Citation: Vernengo A, Bumann H, Kluser N, Soubrier A, Šećerović A, Gewiess J, Jansen JU, Neidlinger-Wilke C, Wilke H-J and Grad S (2023) Chemonucleolysis combined with dynamic loading for inducing degeneration in bovine caudal intervertebral discs. Front. Bioeng. Biotechnol. 11:1178938. doi: 10.3389/fbioe.2023.1178938

Received: 03 March 2023; Accepted: 01 August 2023;
Published: 30 August 2023.

Edited by:

Zuhao Li, Jilin University, China

Reviewed by:

Guus van den Akker, Maastricht University, Netherlands
Xuan Mei, Harvard Medical School, United States

Copyright © 2023 Vernengo, Bumann, Kluser, Soubrier, Šećerović, Gewiess, Jansen, Neidlinger-Wilke, Wilke and Grad.
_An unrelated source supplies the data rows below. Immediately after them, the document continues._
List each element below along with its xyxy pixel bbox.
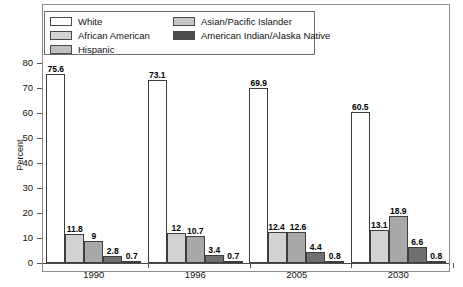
bar-2005-series-2[interactable]: 12.6	[287, 63, 306, 263]
bar-rect[interactable]: 12.6	[287, 232, 306, 264]
bar-group-bars: 73.11210.73.40.7	[148, 63, 243, 263]
bar-rect[interactable]: 4.4	[306, 252, 325, 263]
x-axis-label-2005: 2005	[246, 269, 348, 280]
y-tick-mark	[37, 263, 42, 264]
bar-1996-series-2[interactable]: 10.7	[186, 63, 205, 263]
bar-rect[interactable]: 73.1	[148, 80, 167, 263]
x-tick-mark-1996	[250, 263, 251, 268]
legend-entry-hispanic: Hispanic	[50, 43, 150, 56]
y-tick-70: 70	[0, 83, 42, 93]
y-tick-80: 80	[0, 58, 42, 68]
x-tick-mark-2030	[453, 263, 454, 268]
legend-entry-white: White	[50, 15, 150, 28]
bar-value-label: 2.8	[107, 246, 119, 256]
bar-1996-series-3[interactable]: 3.4	[205, 63, 224, 263]
bar-1996-series-0[interactable]: 73.1	[148, 63, 167, 263]
legend-label-white: White	[78, 17, 102, 27]
bar-value-label: 12	[172, 223, 181, 233]
bar-chart: White African American Hispanic Asian/Pa…	[0, 0, 463, 287]
bar-rect[interactable]: 60.5	[351, 112, 370, 263]
bar-value-label: 0.7	[227, 251, 239, 261]
y-tick-40: 40	[0, 158, 42, 168]
y-tick-label: 60	[22, 108, 33, 118]
bar-value-label: 0.8	[430, 251, 442, 261]
legend-column-right: Asian/Pacific Islander American Indian/A…	[173, 15, 330, 43]
bar-1990-series-0[interactable]: 75.6	[46, 63, 65, 263]
bar-value-label: 75.6	[47, 64, 64, 74]
bar-value-label: 11.8	[67, 224, 83, 234]
bar-1990-series-1[interactable]: 11.8	[65, 63, 84, 263]
x-tick-mark-1990	[148, 263, 149, 268]
y-tick-mark	[37, 163, 42, 164]
bar-rect[interactable]: 18.9	[389, 216, 408, 263]
bar-group-bars: 60.513.118.96.60.8	[351, 63, 446, 263]
bar-2030-series-3[interactable]: 6.6	[408, 63, 427, 263]
bar-value-label: 9	[91, 231, 96, 241]
bar-2030-series-0[interactable]: 60.5	[351, 63, 370, 263]
legend-swatch-white	[50, 17, 72, 26]
bar-1990-series-3[interactable]: 2.8	[103, 63, 122, 263]
y-tick-label: 10	[22, 233, 33, 243]
bar-1990-series-4[interactable]: 0.7	[122, 63, 141, 263]
y-tick-label: 30	[22, 183, 33, 193]
legend-swatch-hispanic	[50, 45, 72, 54]
bar-rect[interactable]: 9	[84, 241, 103, 264]
x-axis-baseline	[43, 263, 449, 264]
bar-2005-series-1[interactable]: 12.4	[268, 63, 287, 263]
bar-2005-series-4[interactable]: 0.8	[325, 63, 344, 263]
bar-value-label: 60.5	[352, 102, 369, 112]
y-tick-mark	[37, 113, 42, 114]
legend-entry-american-indian-alaska-native: American Indian/Alaska Native	[173, 29, 330, 42]
legend-label-asian-pacific-islander: Asian/Pacific Islander	[201, 17, 292, 27]
y-tick-mark	[37, 63, 42, 64]
bar-rect[interactable]: 2.8	[103, 256, 122, 263]
legend-label-hispanic: Hispanic	[78, 45, 114, 55]
bar-2005-series-0[interactable]: 69.9	[249, 63, 268, 263]
bar-rect[interactable]: 12.4	[268, 232, 287, 263]
bar-value-label: 0.8	[329, 251, 341, 261]
legend-swatch-american-indian-alaska-native	[173, 31, 195, 40]
y-tick-label: 50	[22, 133, 33, 143]
bar-value-label: 73.1	[149, 70, 166, 80]
y-tick-mark	[37, 188, 42, 189]
bar-2030-series-4[interactable]: 0.8	[427, 63, 446, 263]
bar-2030-series-2[interactable]: 18.9	[389, 63, 408, 263]
bar-rect[interactable]: 11.8	[65, 234, 84, 264]
bar-1996-series-4[interactable]: 0.7	[224, 63, 243, 263]
bar-rect[interactable]: 69.9	[249, 88, 268, 263]
bar-rect[interactable]: 3.4	[205, 255, 224, 264]
bar-value-label: 13.1	[371, 220, 388, 230]
bar-rect[interactable]: 6.6	[408, 247, 427, 264]
bar-rect[interactable]: 75.6	[46, 74, 65, 263]
bar-value-label: 6.6	[411, 237, 423, 247]
legend-entry-asian-pacific-islander: Asian/Pacific Islander	[173, 15, 330, 28]
chart-legend: White African American Hispanic Asian/Pa…	[44, 11, 315, 55]
x-axis-label-1996: 1996	[145, 269, 247, 280]
bar-rect[interactable]: 0.8	[427, 261, 446, 263]
bar-rect[interactable]: 10.7	[186, 236, 205, 263]
bar-1996-series-1[interactable]: 12	[167, 63, 186, 263]
bar-1990-series-2[interactable]: 9	[84, 63, 103, 263]
plot-area: 75.611.892.80.773.11210.73.40.769.912.41…	[43, 63, 449, 263]
y-tick-label: 0	[28, 258, 33, 268]
bar-rect[interactable]: 0.7	[122, 261, 141, 263]
bar-rect[interactable]: 0.7	[224, 261, 243, 263]
bar-value-label: 0.7	[126, 251, 138, 261]
x-axis-label-1990: 1990	[43, 269, 145, 280]
legend-column-left: White African American Hispanic	[50, 15, 150, 57]
y-tick-20: 20	[0, 208, 42, 218]
x-tick-mark-2005	[351, 263, 352, 268]
bar-2030-series-1[interactable]: 13.1	[370, 63, 389, 263]
bar-group-1996: 73.11210.73.40.7	[148, 63, 243, 263]
bar-2005-series-3[interactable]: 4.4	[306, 63, 325, 263]
y-tick-60: 60	[0, 108, 42, 118]
legend-label-american-indian-alaska-native: American Indian/Alaska Native	[201, 31, 330, 41]
bar-rect[interactable]: 13.1	[370, 230, 389, 263]
bar-rect[interactable]: 0.8	[325, 261, 344, 263]
bar-rect[interactable]: 12	[167, 233, 186, 263]
y-tick-label: 80	[22, 58, 33, 68]
y-tick-label: 20	[22, 208, 33, 218]
y-tick-label: 40	[22, 158, 33, 168]
legend-swatch-asian-pacific-islander	[173, 17, 195, 26]
legend-entry-african-american: African American	[50, 29, 150, 42]
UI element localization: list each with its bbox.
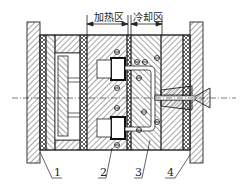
ejector-plate <box>58 56 68 136</box>
cavity-lower <box>111 117 125 139</box>
left-clamp-plate <box>27 22 40 163</box>
zone-label-heating: 加热区 <box>94 13 124 23</box>
zone-label-cooling: 冷却区 <box>133 13 163 23</box>
callout-4: 4 <box>167 167 174 178</box>
insulation-layer-2 <box>80 35 87 150</box>
cavity-upper <box>111 58 125 80</box>
callout-3: 3 <box>135 167 142 178</box>
callout-2: 2 <box>100 167 107 178</box>
insulation-layer-left <box>40 35 46 150</box>
mold-diagram <box>0 0 244 195</box>
separation-layer <box>127 35 131 150</box>
cooled-mold-plate <box>131 35 161 150</box>
callout-1: 1 <box>54 167 61 178</box>
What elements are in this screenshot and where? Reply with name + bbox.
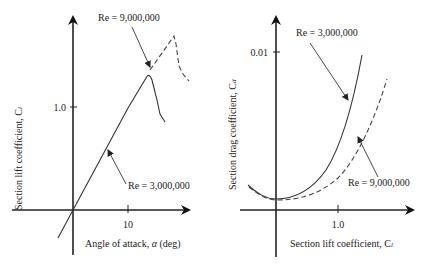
lift-x-label: Angle of attack, α (deg) (85, 238, 181, 250)
lift-chart: 1.0 10 Section lift coefficient, Cl Angl… (12, 12, 190, 255)
drag-arrow-re3m (310, 43, 348, 100)
lift-y-label: Section lift coefficient, Cl (13, 107, 24, 210)
drag-ytick-label: 0.01 (251, 47, 269, 58)
drag-x-label: Section lift coefficient, Cl (290, 238, 393, 249)
lift-ytick-label: 1.0 (54, 102, 67, 113)
lift-curve-re9m (150, 36, 189, 81)
drag-chart: 0.01 1.0 Section drag coefficient, Cd Se… (227, 20, 410, 257)
lift-annotation-re9m: Re = 9,000,000 (98, 12, 160, 23)
drag-xtick-label: 1.0 (332, 219, 345, 230)
drag-curve-re3m (248, 55, 362, 199)
lift-annotation-re3m: Re = 3,000,000 (128, 180, 190, 191)
drag-annotation-re3m: Re = 3,000,000 (296, 27, 358, 38)
drag-annotation-re9m: Re = 9,000,000 (348, 177, 410, 188)
lift-xtick-label: 10 (123, 219, 133, 230)
drag-arrow-re9m (358, 137, 378, 177)
figure: 1.0 10 Section lift coefficient, Cl Angl… (0, 0, 428, 268)
lift-arrow-re9m (132, 27, 150, 67)
lift-arrow-re3m (108, 150, 126, 184)
drag-y-label: Section drag coefficient, Cd (227, 79, 238, 190)
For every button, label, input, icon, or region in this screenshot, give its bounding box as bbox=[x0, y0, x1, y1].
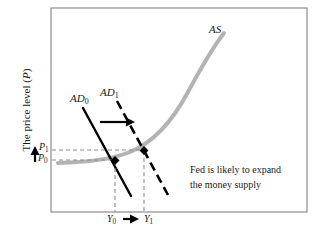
chart-canvas bbox=[0, 0, 321, 241]
x-tick-y0: Y0 bbox=[107, 213, 116, 226]
p0-subscript: 0 bbox=[44, 157, 48, 165]
annotation-line-2: the money supply bbox=[190, 178, 281, 193]
shift-arrow-icon bbox=[100, 118, 135, 127]
ad1-base: AD bbox=[100, 86, 115, 98]
ad0-curve-label: AD0 bbox=[70, 92, 89, 106]
output-right-arrow-icon bbox=[123, 215, 139, 224]
y-axis-title: The price level (P) bbox=[20, 40, 32, 180]
ad1-subscript: 1 bbox=[115, 91, 119, 100]
ad-as-diagram: The price level (P) AS AD0 AD1 P1 P0 Y0 … bbox=[0, 0, 321, 241]
policy-annotation: Fed is likely to expand the money supply bbox=[190, 163, 281, 192]
ad0-subscript: 0 bbox=[85, 97, 89, 106]
x-tick-y1: Y1 bbox=[144, 213, 153, 226]
as-curve-label: AS bbox=[209, 23, 221, 36]
y1-subscript: 1 bbox=[150, 218, 154, 226]
y0-subscript: 0 bbox=[113, 218, 117, 226]
y-axis-title-text: The price level (P) bbox=[20, 69, 32, 152]
ad0-base: AD bbox=[70, 92, 85, 104]
annotation-line-1: Fed is likely to expand bbox=[190, 163, 281, 178]
y-tick-p0: P0 bbox=[38, 152, 48, 165]
ad1-curve-label: AD1 bbox=[100, 86, 119, 100]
This is an open-access article distributed under the terms of the Creative Commons Attribution License (CC BY). The use, distribution or reproduction in other forums is permitted, provided the original author(s) and the copyright owner(s) are credited and that the original publication in this journal is cited, in accordance with accepted academic practice. No use, distribution or reproduction is permitted which does not comply with these terms.